HOSPITAL bosses have been forced to choose between treating patients in corridors or in the back of ambulances as they prepare for another shortage of beds this winter.

The struggles continue for already under-pressure NHS staff in Worcestershire ahead of a hectic winter with trust chiefs admitting it is already short of 45 beds.

As many as 20 people a night are waiting in A&E for beds that cannot be provided and the hospital trust is having to make 'risky' moves and decide between moving patients to corridors or keep them in a back of an ambulance for treatment.

The crisis in the county’s NHS has led to one call for the government to intervene and declare an emergency at Worcestershire’s hospitals.

Mari Gay, managing director of the new NHS Herefordshire and Worcestershire Integrated Care Board (ICB), admitted the NHS was still in a “very challenging position” in Worcestershire and the system was still struggling with long ambulance handover delays, lack of space and staff shortages as well as rising Covid infections.

The bleak story painted by the county’s health bosses led Cllr Richard Udall to ask why an emergency had not been declared during the meeting of the health overview and scrutiny committee in County Hall on Monday (October 17).

Hospital trust deputy chief executive Paul Brennan said a new 30-bed short-stay unit at Worcestershire Royal Hospital, which should have opened in February but did not open until July, had made “little to no impact” on tackling waiting times and handover delays.

Mr Brennan said moving patients into corridors did not “have the CQC’s blessing” but the health watchdog was aware the trust was “rebalancing the risk” against having to treat those same people in the back of an ambulance.

The hospital trust said it has been ‘experimenting’ with the way it moves a number of patients around the hospital after the opening of the temporary ward, which did see the number of hours lost because of handover delays “plummet” from 800 to around 170 in the first week of the trial but shot straight back up to 800 again within the month.

Mr Brennan said he expects the new ‘model’ to begin to bear fruit and cut delays when much-needed extra space opens up in the hospital’s refurbished Aconbury building in mid-November.

Nevertheless, the hospital is struggling for space with bosses saying that there are often 100 people in an A&E that was built for half that amount with around a fifth of those people in desperate need of a bed that the hospital cannot provide.

A bigger A&E is not expected to open at Worcestershire Royal Hospital until May next year.

It is not much better at the region’s ambulance service either with one director admitting that long handover delays had been at “catastrophic” levels for 12 months and showing no signs of improving.

Some of the most ‘serious’ and at-risk patients, including those who have had strokes, are still having to wait almost two hours for an ambulance to arrive with many needing help after falls facing agonising waits of 12 hours or more.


- _GOAL OF THE EXERCISE_
Within the data below, count the lines that include "Extent" and give only the count.

- _Stored items_
----
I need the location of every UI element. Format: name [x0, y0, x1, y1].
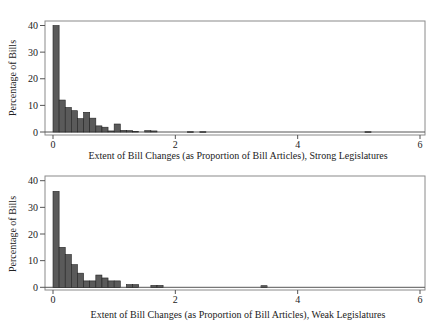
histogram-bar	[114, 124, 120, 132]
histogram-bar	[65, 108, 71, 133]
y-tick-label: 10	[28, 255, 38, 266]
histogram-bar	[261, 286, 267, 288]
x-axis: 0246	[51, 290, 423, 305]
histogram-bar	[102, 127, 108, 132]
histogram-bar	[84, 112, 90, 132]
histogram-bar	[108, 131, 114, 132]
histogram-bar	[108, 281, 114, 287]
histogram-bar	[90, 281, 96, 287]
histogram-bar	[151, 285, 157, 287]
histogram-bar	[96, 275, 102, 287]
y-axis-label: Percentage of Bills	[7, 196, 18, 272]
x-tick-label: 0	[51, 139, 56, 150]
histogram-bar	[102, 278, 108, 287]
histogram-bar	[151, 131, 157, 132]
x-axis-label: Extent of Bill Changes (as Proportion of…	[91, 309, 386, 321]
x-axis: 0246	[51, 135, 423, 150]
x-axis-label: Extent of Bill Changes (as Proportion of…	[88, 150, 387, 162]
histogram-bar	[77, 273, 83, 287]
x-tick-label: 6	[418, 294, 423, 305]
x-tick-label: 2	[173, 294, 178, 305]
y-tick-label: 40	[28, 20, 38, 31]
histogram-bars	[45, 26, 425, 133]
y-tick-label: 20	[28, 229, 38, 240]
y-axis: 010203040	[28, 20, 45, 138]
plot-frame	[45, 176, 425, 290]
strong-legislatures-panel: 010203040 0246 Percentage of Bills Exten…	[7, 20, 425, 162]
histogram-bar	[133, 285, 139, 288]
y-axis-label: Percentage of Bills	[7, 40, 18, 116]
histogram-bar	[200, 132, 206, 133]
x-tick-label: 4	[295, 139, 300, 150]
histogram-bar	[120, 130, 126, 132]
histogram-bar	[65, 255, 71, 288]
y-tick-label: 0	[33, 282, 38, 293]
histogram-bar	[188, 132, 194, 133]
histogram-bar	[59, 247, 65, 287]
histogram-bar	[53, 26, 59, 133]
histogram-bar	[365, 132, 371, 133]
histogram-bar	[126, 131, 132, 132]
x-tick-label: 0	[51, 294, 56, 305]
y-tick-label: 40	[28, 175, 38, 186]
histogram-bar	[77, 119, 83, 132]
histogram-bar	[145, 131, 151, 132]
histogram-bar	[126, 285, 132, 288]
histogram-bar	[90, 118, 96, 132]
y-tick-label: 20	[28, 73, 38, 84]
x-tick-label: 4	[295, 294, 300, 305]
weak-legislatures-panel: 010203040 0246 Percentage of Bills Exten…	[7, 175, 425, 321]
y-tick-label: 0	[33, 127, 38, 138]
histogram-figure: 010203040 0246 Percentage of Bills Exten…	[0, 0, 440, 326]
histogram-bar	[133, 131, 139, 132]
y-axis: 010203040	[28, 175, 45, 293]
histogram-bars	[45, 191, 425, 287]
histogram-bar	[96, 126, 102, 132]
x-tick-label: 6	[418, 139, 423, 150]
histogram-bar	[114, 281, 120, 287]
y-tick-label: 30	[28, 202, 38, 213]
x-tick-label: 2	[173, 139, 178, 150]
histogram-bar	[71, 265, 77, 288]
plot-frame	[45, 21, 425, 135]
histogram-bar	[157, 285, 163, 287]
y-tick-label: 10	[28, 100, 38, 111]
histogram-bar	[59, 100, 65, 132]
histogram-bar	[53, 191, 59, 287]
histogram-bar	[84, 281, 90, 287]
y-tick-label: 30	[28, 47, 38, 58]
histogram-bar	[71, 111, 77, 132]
----
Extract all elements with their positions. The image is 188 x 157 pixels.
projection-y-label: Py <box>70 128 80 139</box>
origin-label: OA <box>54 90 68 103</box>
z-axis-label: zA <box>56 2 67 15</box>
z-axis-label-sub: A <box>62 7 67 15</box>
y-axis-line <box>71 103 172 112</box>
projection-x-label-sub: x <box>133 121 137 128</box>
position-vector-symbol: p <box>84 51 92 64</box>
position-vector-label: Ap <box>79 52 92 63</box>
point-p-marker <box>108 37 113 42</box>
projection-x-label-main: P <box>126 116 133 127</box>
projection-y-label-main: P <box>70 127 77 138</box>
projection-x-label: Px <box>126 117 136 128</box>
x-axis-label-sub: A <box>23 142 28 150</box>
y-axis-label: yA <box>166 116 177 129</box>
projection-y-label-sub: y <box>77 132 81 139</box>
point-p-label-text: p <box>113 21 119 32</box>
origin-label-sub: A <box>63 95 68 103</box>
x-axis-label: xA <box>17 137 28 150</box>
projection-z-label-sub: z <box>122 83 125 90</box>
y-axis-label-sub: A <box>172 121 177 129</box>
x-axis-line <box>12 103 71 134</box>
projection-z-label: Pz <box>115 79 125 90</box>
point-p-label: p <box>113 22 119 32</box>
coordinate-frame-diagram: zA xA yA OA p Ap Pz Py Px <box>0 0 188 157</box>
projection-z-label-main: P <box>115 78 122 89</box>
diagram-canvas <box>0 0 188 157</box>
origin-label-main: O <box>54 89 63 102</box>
----
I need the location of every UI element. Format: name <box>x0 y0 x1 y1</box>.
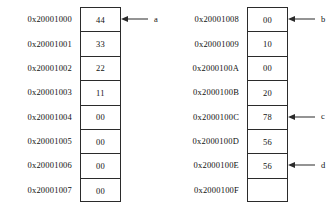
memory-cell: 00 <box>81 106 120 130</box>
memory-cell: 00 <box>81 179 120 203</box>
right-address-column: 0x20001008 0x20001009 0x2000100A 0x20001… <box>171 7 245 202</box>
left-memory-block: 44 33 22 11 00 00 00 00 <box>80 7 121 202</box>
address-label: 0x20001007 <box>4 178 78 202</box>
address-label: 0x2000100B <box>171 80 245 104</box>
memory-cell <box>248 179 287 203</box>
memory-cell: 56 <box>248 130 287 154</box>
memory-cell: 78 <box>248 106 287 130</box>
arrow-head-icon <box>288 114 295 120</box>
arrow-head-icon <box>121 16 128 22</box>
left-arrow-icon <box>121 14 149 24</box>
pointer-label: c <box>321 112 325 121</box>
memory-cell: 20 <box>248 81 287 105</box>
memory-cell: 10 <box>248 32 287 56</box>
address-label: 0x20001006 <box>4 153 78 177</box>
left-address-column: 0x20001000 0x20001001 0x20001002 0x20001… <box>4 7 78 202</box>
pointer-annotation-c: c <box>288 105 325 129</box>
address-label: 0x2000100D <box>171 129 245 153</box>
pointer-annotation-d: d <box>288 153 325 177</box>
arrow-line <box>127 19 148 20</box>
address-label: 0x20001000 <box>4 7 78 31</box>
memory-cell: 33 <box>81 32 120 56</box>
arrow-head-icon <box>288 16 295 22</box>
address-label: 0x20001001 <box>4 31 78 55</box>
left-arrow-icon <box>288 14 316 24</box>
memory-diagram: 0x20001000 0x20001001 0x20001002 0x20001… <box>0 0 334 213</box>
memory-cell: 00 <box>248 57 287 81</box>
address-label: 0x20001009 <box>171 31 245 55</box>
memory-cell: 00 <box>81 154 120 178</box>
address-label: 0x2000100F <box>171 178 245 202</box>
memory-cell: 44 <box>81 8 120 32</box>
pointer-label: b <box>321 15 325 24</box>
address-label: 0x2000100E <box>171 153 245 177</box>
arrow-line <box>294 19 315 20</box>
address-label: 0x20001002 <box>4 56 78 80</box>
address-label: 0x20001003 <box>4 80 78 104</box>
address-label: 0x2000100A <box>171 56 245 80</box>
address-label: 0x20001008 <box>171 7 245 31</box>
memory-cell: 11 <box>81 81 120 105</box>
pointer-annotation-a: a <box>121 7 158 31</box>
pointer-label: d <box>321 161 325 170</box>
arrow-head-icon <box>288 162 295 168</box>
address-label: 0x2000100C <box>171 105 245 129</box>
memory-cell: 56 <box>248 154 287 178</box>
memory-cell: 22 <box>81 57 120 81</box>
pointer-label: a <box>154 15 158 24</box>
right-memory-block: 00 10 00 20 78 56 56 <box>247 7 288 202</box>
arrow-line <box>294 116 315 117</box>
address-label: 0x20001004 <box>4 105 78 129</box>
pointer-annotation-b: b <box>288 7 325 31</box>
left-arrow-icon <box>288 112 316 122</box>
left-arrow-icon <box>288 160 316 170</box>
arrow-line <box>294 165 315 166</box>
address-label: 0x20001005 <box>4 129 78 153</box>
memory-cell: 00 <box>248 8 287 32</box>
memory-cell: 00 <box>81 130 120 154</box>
----
- _THE COMPLETED TASK_
2